Environmental Protection Agency

The Environmental Protection Agency (EPA) is an agency of the United States federal government, charged with protecting human health and the environment. It was created in 1970 by executive order of President Richard Nixon. While it is not a Cabinet department, its administrator is nominally accorded cabinet rank. With headquarters in Washington, D.C., the EPA employs some 15,000 workers across ten regional offices.
Throughout the 1960s, the American public began to express concern that human activity was negatively affecting the environment. In response, Congress passed the National Environmental Policy Act of 1969, declaring that it was federal policy to protect the environment. President Nixon later created the EPA, reorganizing several federal agencies to consolidate the government's environmental actions.
In the 1970s, the Environmental Protection Agency was largely responsible for the enforcement of the Safe Drinking Water Act of 1974 and the Clean Water Act of 1977. Under the Clean Air Act, in 2011 the EPA began regulating greenhouse gases in the United States. Consumers of major appliances may be aware of the Energy Star program, launched in 1992 in order to foster energy efficiency.
The history of the EPA has not been without controversy. In 2007, then-administrator Stephen L. Johnson approved a document stating that climate change was threatening public welfare. The administration of George W. Bush asked him to rescind the document, which he did, issuing a revised draft. Associate Deputy Administrator Jason Burnett resigned in protest to this political pressuring of the Environmental Protection Agency.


Exercise instructions – Using the listing below, extract each line that has the word "layer" in it.

Provided data –
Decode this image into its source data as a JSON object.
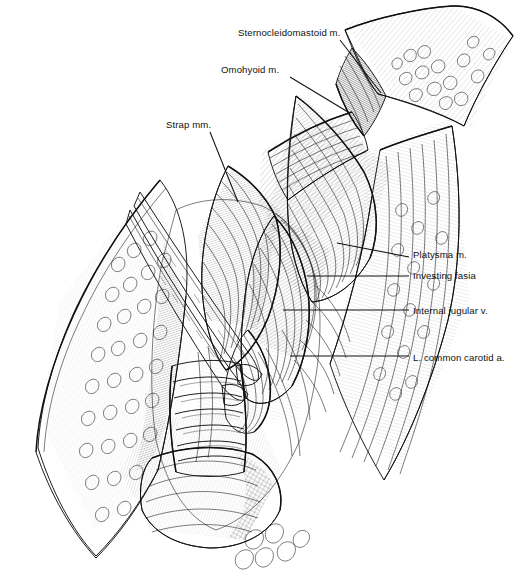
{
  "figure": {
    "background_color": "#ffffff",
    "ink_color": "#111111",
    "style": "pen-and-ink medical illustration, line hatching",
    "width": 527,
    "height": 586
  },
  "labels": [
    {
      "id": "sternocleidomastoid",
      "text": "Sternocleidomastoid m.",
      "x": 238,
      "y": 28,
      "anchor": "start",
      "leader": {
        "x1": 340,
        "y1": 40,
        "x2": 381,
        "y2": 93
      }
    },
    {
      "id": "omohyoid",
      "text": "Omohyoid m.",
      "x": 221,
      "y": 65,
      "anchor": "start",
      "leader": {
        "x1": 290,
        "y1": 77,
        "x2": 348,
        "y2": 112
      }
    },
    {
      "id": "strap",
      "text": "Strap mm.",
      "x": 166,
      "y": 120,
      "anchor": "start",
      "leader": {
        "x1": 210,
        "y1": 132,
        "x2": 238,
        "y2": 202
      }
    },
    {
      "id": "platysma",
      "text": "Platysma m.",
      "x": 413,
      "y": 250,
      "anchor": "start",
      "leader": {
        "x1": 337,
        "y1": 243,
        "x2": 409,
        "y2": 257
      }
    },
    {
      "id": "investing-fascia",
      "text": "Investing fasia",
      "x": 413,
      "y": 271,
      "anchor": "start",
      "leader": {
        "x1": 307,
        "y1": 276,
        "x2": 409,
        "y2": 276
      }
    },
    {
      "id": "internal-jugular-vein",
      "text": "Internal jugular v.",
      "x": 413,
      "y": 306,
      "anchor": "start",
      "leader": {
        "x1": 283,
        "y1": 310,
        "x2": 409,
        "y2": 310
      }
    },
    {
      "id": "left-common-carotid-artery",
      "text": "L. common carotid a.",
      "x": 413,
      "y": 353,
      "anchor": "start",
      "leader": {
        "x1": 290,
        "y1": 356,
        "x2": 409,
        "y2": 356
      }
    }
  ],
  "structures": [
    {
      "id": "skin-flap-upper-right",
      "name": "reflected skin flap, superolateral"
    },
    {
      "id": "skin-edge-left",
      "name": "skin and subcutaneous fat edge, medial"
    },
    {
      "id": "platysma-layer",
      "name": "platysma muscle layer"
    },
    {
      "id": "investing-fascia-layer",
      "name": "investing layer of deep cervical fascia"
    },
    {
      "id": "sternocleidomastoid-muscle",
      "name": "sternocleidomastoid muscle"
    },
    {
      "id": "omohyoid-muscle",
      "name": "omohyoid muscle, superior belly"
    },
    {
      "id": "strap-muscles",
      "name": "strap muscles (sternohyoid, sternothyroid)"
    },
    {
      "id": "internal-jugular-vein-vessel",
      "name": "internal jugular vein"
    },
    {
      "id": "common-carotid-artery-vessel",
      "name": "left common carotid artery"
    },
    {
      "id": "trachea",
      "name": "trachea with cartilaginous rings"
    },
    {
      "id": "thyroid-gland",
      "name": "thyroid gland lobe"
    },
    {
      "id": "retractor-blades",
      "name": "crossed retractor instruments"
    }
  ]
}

Written solution –
      "id": "platysma-layer",
      "name": "platysma muscle layer"
      "id": "investing-fascia-layer",
      "name": "investing layer of deep cervical fascia"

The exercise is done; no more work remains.